Wednesday, February 28, 2018

Certain professions should require mandatory uniforms, I believe


She was one of the most striking women I’d ever seen. Undulating, ink-black hair trailing like dark rain over delicate shoulders, eyes greener than a St. Patrick’s Day in Dublin, a shape that might have prompted the Pope to look twice. Her voice was pure music, avian poetry, even when competing with the noise of the crowded bar.
I wasn’t in love, but I figured I would be within the next 20 minutes or so.
And here she was, sitting with some girlfriends at the club in which my little bar band was working. Every guy in the joint cast furtive glances her way – except for those who simply stared openly: hungry wolves contemplating a wounded lamb.
To her credit, she seemed unaware (and unimpressed) by the attention. My guess was she had grown used to it.
The band went on break and I said hi as I walked past her table; too smooth and cool to actually be hitting on anyone, y’know, just an employee of the bar being polite and all that. That’s the vibe I was going for, at least.
Maybe I hit my mark, maybe not, but one of the young ladies at the table stopped me and requested a song. It was her sister Mary’s favorite, she said. Mary, as in the raven-haired beauty of my dreams to whom I was currently not paying any special attention. There’s an art to this sort of thing and though I was at the time a clumsy practitioner, I at least knew which end of the brush to dip into the paint.
I turned to Mary, planning to say something charming and witty, but my voice got all tangled up around my heart somewhere. Seeing her up close made my knees go all funny. I struggled mightily to hide this, and failed.
“Um, yeah, we can do that tune,” I said. Everyone can do that tune. But nobody wants to. Not even Van Morrison, who wrote it and has probably made millions off the thing. It’s one of the most hated – and most requested – songs in the bar band business. Not as hated as “Freebird,” but real close. But for Mary, I’d have happily beat the tune out on my skull with a rubber mallet.
“Oh, thank you so much,” Mary said, taking my hand in hers for the briefest of moments.
What I wanted to say was, “It’s my pleasure! I love you. Will you marry me?” What I actually said was, “No problem.”
I made to stumble away to the bar, where I hoped a small shot of whisky might serve to steady my knees. Mary had other ideas.
“Would you like to join us?” she said.
I felt it took me waaaay too long to process her words and respond, but it was probably only a few clumsy seconds.
“Uh, sure, thanks,” I stammered. I sent up a quick prayer of thanks, grateful I had chosen music over plumbing as a lifelong profession. Plumbers rarely get invited to join a table of beautiful women, although they make considerably more money than do guitar players.
Mary and I spent the next 20 minutes chatting, laughing. Her direct gaze was disconcerting, disorienting, but I soon fell into the rhythm of our conversation and even managed to scare up a little wit and charm after all.
I went so far as to break my long-established rule and buy a round for the table. That left me broke, but Mary was worth it. I even liked her friends, or family, as the case must have been. Two of them, after all, repeatedly referred to her as “sister.”
And I suppose you can see where this is going. Mary was a sister, all righty. A Catholic sister. A nun. I figured it out just before going back onstage for second set.
My memories of nuns, accumulated while attending St. Isadore school as a child, are not good ones. In my youth, nuns were dark engines of rosary-fueled destruction; black-and-white bastions of God’s wrath, ready to unleash torrents of righteous punishment on any wayward fourth grader. I had been wayward a lot.
To my recollection, those nuns never dressed in “civilian” clothes and none looked anything like Mary. If they had, I’m sure my current math skills would be better than they are.
This all happened nearly 30 years ago. But I learned my lesson well: never buy drinks for married women, especially those married to deities.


### WORK INSTRUCTION
Could you give the data below again exactly, apart from the pictures?

Items from a figure collection:
:::::

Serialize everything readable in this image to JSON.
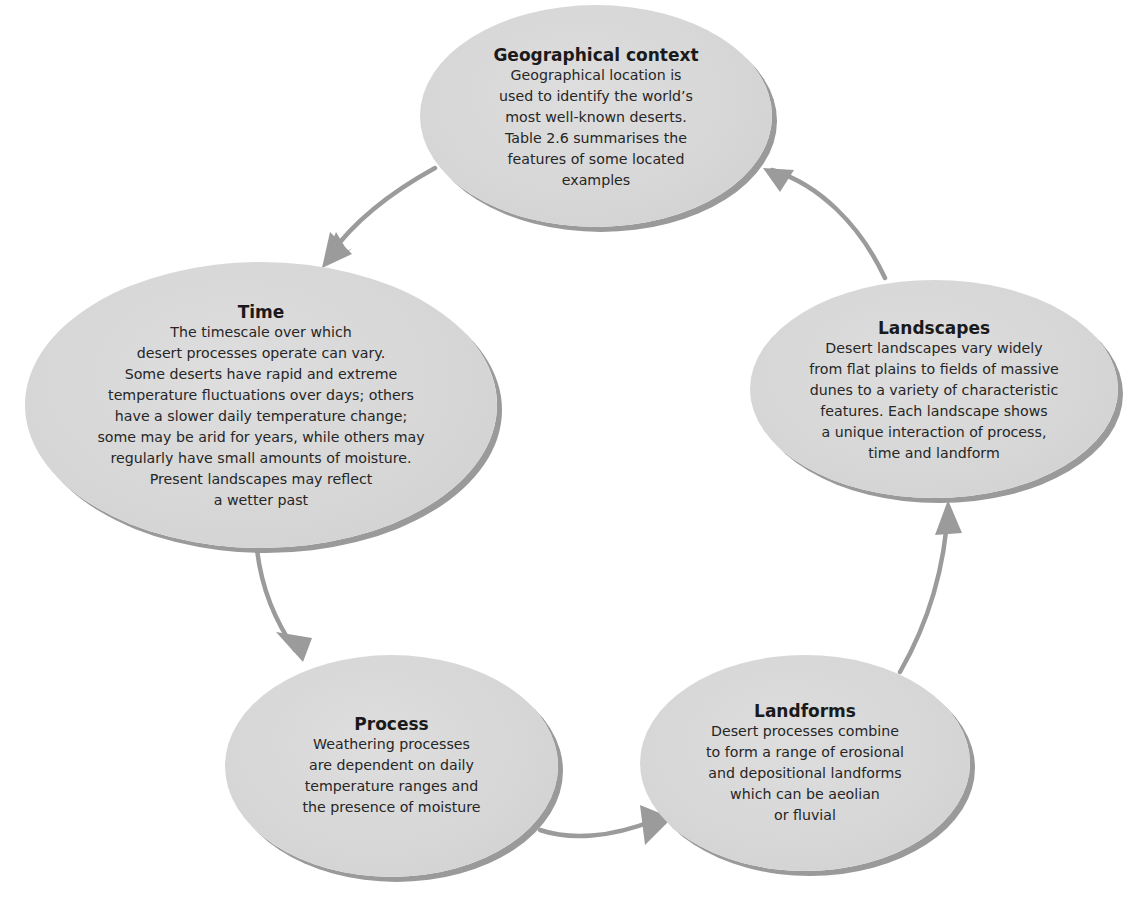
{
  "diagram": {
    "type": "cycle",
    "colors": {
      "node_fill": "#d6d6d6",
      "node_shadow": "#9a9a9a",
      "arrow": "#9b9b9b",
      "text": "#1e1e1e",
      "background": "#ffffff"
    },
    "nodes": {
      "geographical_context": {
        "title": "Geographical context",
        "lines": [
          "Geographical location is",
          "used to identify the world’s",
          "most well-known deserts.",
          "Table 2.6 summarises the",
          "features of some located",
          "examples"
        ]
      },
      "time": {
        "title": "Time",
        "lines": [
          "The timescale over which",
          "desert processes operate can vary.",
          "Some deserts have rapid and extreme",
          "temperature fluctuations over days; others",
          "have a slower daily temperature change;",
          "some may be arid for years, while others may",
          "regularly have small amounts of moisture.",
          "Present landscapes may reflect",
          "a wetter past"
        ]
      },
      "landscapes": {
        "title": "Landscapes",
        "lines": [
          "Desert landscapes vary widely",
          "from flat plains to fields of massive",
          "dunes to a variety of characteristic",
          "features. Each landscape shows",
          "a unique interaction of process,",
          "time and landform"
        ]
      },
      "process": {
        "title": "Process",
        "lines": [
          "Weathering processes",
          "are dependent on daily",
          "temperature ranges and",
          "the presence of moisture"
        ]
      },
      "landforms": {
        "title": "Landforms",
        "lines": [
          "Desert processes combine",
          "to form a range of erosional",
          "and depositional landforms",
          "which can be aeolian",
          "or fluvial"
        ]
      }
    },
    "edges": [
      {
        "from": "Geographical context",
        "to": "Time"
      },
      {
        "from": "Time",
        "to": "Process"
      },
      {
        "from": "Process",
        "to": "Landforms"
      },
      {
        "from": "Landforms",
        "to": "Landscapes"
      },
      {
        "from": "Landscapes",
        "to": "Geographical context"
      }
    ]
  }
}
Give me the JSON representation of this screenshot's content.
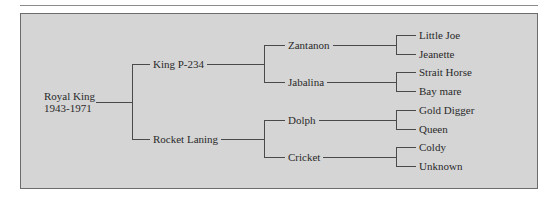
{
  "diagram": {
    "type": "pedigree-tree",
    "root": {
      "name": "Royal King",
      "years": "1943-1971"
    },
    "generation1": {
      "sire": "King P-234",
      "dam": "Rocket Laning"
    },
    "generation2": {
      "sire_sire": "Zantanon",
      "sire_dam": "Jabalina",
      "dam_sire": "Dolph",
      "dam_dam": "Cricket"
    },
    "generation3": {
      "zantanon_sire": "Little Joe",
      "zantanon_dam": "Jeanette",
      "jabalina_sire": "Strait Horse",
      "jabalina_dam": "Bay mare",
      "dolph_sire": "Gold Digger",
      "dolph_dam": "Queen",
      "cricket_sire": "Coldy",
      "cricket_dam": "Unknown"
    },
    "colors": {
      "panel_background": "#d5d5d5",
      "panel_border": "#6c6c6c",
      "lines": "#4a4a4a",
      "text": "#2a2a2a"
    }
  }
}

:::::

### SOLUTION
Serialize everything readable in this image to JSON.
{
  "diagram": {
    "type": "cycle",
    "colors": {
      "node_fill": "#d6d6d6",
      "node_shadow": "#9a9a9a",
      "arrow": "#9b9b9b",
      "text": "#1e1e1e",
      "background": "#ffffff"
    },
    "nodes": {
      "geographical_context": {
        "title": "Geographical context",
        "lines": [
          "Geographical location is",
          "used to identify the world’s",
          "most well-known deserts.",
          "Table 2.6 summarises the",
          "features of some located",
          "examples"
        ]
      },
      "time": {
        "title": "Time",
        "lines": [
          "The timescale over which",
          "desert processes operate can vary.",
          "Some deserts have rapid and extreme",
          "temperature fluctuations over days; others",
          "have a slower daily temperature change;",
          "some may be arid for years, while others may",
          "regularly have small amounts of moisture.",
          "Present landscapes may reflect",
          "a wetter past"
        ]
      },
      "landscapes": {
        "title": "Landscapes",
        "lines": [
          "Desert landscapes vary widely",
          "from flat plains to fields of massive",
          "dunes to a variety of characteristic",
          "features. Each landscape shows",
          "a unique interaction of process,",
          "time and landform"
        ]
      },
      "process": {
        "title": "Process",
        "lines": [
          "Weathering processes",
          "are dependent on daily",
          "temperature ranges and",
          "the presence of moisture"
        ]
      },
      "landforms": {
        "title": "Landforms",
        "lines": [
          "Desert processes combine",
          "to form a range of erosional",
          "and depositional landforms",
          "which can be aeolian",
          "or fluvial"
        ]
      }
    },
    "edges": [
      {
        "from": "Geographical context",
        "to": "Time"
      },
      {
        "from": "Time",
        "to": "Process"
      },
      {
        "from": "Process",
        "to": "Landforms"
      },
      {
        "from": "Landforms",
        "to": "Landscapes"
      },
      {
        "from": "Landscapes",
        "to": "Geographical context"
      }
    ]
  }
}
Give me the JSON representation of this screenshot's content.
{
  "diagram": {
    "type": "pedigree-tree",
    "root": {
      "name": "Royal King",
      "years": "1943-1971"
    },
    "generation1": {
      "sire": "King P-234",
      "dam": "Rocket Laning"
    },
    "generation2": {
      "sire_sire": "Zantanon",
      "sire_dam": "Jabalina",
      "dam_sire": "Dolph",
      "dam_dam": "Cricket"
    },
    "generation3": {
      "zantanon_sire": "Little Joe",
      "zantanon_dam": "Jeanette",
      "jabalina_sire": "Strait Horse",
      "jabalina_dam": "Bay mare",
      "dolph_sire": "Gold Digger",
      "dolph_dam": "Queen",
      "cricket_sire": "Coldy",
      "cricket_dam": "Unknown"
    },
    "colors": {
      "panel_background": "#d5d5d5",
      "panel_border": "#6c6c6c",
      "lines": "#4a4a4a",
      "text": "#2a2a2a"
    }
  }
}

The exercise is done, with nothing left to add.